225. Having established the worth of the principles of consciousness, of evidence, and of contradiction, in relation to the dignity of fundamental, we will now examine the intrinsic value of the different criteria. And here the doctrine of the preceding chapters, of which the following are the development and complement, furnishes much light. We will begin with consciousness, or the internal sense.

The testimony of consciousness includes all phenomena, either actively or passively, realized in our soul. It is by its nature purely subjective; so that in itself considered, apart from the intellectual instinct and the light of evidence, it testifies nothing with respect to objects. By it we know what we experience, not what is; we perceive the phenomenon, not the reality; what authorizes us to say: such a thing appears to me; but not, such a thing is.

The transition from subject to object, from the idea representing to the thing represented, from the impression to the cause impressing, belongs to other criteria: consciousness is limited to the interior, or rather, to itself, which is nothing but an act of our soul.

226. We must distinguish between direct and reflex consciousness: the former accompanies every internal phenomenon; the latter does not: the former is natural; the latter philosophical: the former abstracts the act of reason; the latter is one of these acts.

Direct consciousness is the presence of the phenomenon to the mind, whether that phenomenon be a sensation or an idea, an act or an impression, in the intellectual or the moral order.

This distinction shows that direct consciousness accompanies every exercise, whether active or passive, of the faculties of our soul. It is a contradiction to say that these phenomena exist in the soul, and are not present to it.

These phenomena are not modifications like those which occur in insensible things; we here treat of living modifications, so to speak, in a living being; in the idea of these modifications is contained their presence to the mind.

It is impossible for us to have a sensation without experiencing it; for whoever says he has a sensation, says that he experiences a sensation: this experience is its presence; an experienced sensation is a present sensation.

Thought is by its essence, a representation that can neither exist nor be conceived without presence; the name itself shows this, and the idea which we join with it confirms the meaning of the word. When we speak of representation, we understand that there is some real or imaginary object, which mediately or immediately offers itself to the subject. There is then presence in every representation, and consequently in every thought.

If, from what is passive, like sensations and representations, we pass to the active, that is, to the phenomena when the soul freely evolves its force in the intellectual or moral order, in combining or willing, this presence is, if possible, yet more evident. The being that thus acts, does not obey a natural impulse, but motives which it proposes to itself, and to which it may or may not attend. To make intellectual combinations and to exercise acts of the will, without either being present to the soul, are contradictory assertions.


Task brief » Only certain lines below are wanted: those starting at the line containing "Identify all the" and ending at the line containing "Find all labels, buttons, inputs, and", both included, each retyped exactly.
START Input for this task
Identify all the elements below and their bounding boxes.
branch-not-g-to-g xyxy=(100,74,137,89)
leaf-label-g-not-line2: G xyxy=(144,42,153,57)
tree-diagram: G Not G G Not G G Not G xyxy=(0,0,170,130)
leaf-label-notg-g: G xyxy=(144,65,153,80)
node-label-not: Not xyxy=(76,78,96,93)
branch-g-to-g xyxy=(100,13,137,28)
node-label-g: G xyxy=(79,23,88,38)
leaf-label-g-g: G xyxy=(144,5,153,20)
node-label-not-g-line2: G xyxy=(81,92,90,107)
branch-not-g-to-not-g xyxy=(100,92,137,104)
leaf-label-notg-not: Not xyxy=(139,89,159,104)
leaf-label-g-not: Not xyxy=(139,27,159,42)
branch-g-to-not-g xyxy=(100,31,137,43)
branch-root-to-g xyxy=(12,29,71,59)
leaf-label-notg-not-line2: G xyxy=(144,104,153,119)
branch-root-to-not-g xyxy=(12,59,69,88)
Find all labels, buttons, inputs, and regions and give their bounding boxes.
END Input for this task
START Input for this task
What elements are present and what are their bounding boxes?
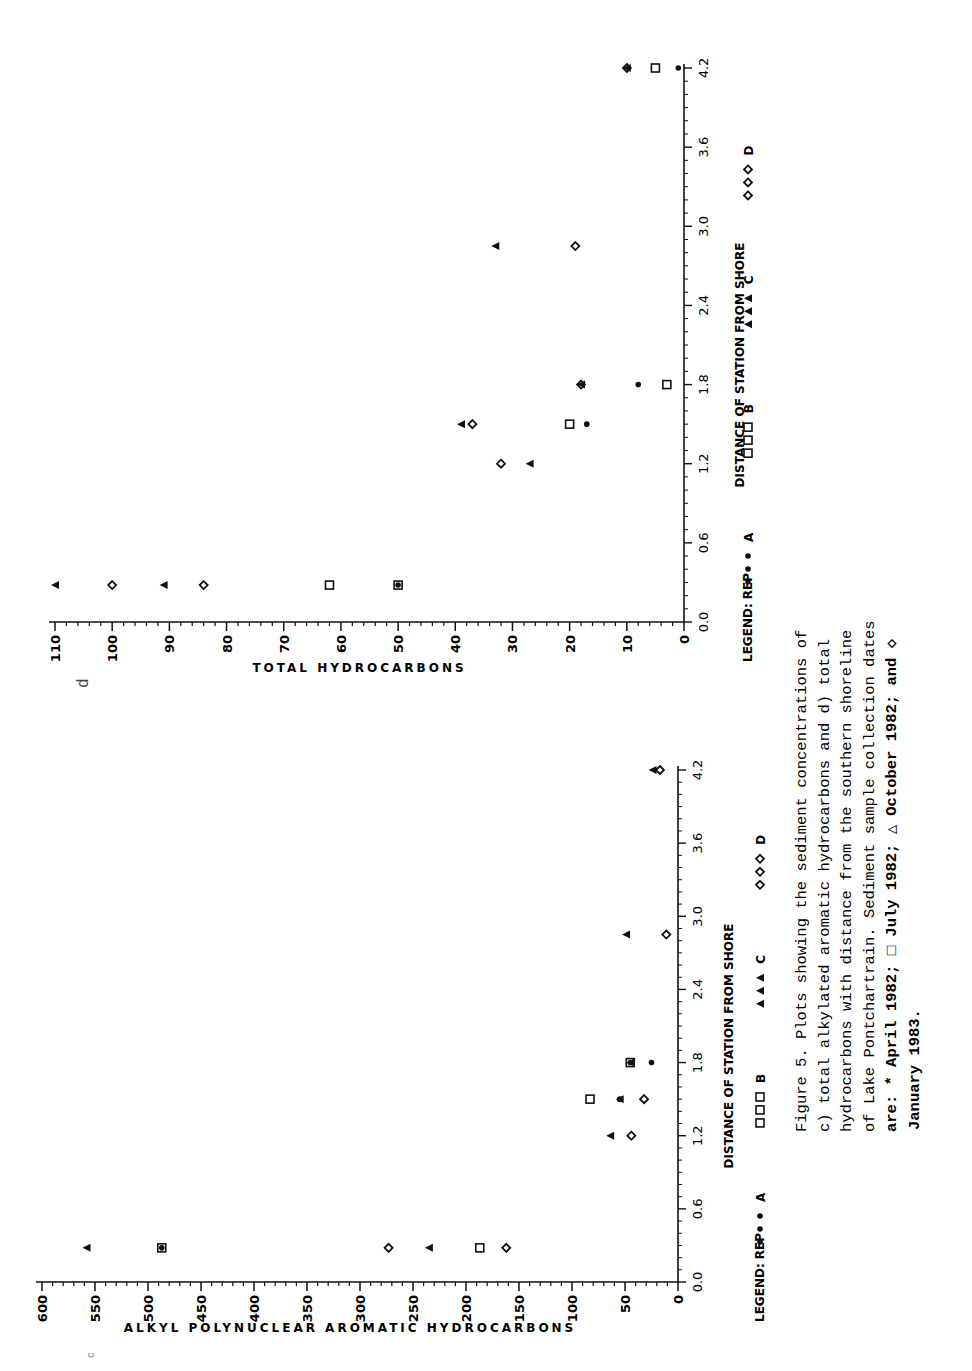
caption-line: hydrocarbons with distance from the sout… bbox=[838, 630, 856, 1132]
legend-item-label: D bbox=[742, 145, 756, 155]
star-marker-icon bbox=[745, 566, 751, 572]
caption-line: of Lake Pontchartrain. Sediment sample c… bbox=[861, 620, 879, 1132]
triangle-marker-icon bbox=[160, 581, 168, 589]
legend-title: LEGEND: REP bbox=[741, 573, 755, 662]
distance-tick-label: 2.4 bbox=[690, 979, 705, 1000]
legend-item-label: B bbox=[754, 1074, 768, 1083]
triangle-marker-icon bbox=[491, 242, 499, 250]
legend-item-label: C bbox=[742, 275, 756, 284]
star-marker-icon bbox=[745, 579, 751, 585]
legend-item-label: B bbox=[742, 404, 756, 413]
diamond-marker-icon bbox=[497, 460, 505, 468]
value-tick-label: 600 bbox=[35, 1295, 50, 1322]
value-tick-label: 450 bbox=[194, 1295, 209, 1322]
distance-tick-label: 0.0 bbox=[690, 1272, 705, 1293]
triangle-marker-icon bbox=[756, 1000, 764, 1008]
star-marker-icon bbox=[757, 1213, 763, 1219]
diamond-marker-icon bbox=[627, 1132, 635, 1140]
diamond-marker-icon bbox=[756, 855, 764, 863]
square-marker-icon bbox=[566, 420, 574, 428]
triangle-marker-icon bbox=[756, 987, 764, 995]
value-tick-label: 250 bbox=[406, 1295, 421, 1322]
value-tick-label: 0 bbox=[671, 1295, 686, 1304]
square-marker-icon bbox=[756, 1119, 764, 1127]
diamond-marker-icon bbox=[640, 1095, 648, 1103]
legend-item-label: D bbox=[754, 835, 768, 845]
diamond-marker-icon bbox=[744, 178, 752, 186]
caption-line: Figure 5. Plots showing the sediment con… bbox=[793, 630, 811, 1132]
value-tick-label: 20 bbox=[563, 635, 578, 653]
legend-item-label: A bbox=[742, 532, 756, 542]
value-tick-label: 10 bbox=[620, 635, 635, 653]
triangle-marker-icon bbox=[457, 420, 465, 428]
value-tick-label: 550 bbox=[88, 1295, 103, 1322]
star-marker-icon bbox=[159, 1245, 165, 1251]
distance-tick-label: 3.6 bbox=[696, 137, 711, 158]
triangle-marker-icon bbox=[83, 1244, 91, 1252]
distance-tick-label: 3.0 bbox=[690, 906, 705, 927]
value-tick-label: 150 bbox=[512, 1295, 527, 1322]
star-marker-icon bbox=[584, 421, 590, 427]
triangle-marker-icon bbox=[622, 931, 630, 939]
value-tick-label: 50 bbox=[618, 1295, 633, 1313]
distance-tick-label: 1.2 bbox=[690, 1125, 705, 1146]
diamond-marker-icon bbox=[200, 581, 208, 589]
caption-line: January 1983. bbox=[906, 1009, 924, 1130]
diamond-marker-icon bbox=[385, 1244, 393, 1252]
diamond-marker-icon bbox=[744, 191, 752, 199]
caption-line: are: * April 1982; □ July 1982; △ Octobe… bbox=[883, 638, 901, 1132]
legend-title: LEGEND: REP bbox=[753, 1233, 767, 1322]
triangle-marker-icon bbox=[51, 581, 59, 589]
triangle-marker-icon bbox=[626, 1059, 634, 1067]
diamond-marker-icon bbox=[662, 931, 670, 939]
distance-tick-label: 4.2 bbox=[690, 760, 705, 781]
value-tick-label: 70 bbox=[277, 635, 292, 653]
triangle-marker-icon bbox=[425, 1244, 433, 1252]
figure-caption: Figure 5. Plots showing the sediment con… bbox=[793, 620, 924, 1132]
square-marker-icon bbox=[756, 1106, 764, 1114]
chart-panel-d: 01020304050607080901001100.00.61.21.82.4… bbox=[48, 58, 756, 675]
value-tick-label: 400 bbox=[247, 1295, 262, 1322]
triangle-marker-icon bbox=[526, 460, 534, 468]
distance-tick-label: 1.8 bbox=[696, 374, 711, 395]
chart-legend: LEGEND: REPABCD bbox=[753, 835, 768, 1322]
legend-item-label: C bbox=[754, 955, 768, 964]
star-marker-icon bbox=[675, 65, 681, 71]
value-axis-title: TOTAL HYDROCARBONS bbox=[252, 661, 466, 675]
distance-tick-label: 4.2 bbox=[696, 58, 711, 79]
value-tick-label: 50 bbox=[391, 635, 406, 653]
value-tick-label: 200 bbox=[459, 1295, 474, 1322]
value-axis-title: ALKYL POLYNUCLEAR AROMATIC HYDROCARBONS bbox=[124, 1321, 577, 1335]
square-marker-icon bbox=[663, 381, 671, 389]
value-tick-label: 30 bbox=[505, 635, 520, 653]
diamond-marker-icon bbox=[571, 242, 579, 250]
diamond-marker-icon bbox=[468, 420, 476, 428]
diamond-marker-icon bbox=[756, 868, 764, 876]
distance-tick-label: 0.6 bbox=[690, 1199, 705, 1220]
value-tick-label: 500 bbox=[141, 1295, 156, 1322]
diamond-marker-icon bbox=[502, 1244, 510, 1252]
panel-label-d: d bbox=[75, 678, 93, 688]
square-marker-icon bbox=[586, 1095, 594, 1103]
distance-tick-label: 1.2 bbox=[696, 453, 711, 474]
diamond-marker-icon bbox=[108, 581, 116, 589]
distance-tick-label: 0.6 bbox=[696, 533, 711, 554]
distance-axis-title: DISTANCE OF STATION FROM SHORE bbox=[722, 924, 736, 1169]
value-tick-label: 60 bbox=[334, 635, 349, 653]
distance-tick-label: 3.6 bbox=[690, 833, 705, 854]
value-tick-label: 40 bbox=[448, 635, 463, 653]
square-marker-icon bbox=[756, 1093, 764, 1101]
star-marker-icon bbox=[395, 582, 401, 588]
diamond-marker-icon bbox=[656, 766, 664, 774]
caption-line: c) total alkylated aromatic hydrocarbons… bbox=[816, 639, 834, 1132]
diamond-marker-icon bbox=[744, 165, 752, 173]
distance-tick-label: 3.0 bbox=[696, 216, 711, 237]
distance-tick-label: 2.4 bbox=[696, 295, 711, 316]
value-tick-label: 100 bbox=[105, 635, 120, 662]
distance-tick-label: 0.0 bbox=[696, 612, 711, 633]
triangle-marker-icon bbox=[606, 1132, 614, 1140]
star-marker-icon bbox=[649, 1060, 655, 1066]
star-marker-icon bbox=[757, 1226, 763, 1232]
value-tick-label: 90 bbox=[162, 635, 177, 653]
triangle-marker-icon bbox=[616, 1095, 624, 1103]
END Input for this task
Answer to this problem »
Identify all the elements below and their bounding boxes.
branch-not-g-to-g xyxy=(100,74,137,89)
leaf-label-g-not-line2: G xyxy=(144,42,153,57)
tree-diagram: G Not G G Not G G Not G xyxy=(0,0,170,130)
leaf-label-notg-g: G xyxy=(144,65,153,80)
node-label-not: Not xyxy=(76,78,96,93)
branch-g-to-g xyxy=(100,13,137,28)
node-label-g: G xyxy=(79,23,88,38)
leaf-label-g-g: G xyxy=(144,5,153,20)
node-label-not-g-line2: G xyxy=(81,92,90,107)
branch-not-g-to-not-g xyxy=(100,92,137,104)
leaf-label-notg-not: Not xyxy=(139,89,159,104)
leaf-label-g-not: Not xyxy=(139,27,159,42)
branch-g-to-not-g xyxy=(100,31,137,43)
branch-root-to-g xyxy=(12,29,71,59)
leaf-label-notg-not-line2: G xyxy=(144,104,153,119)
branch-root-to-not-g xyxy=(12,59,69,88)
Find all labels, buttons, inputs, and regions and give their bounding boxes.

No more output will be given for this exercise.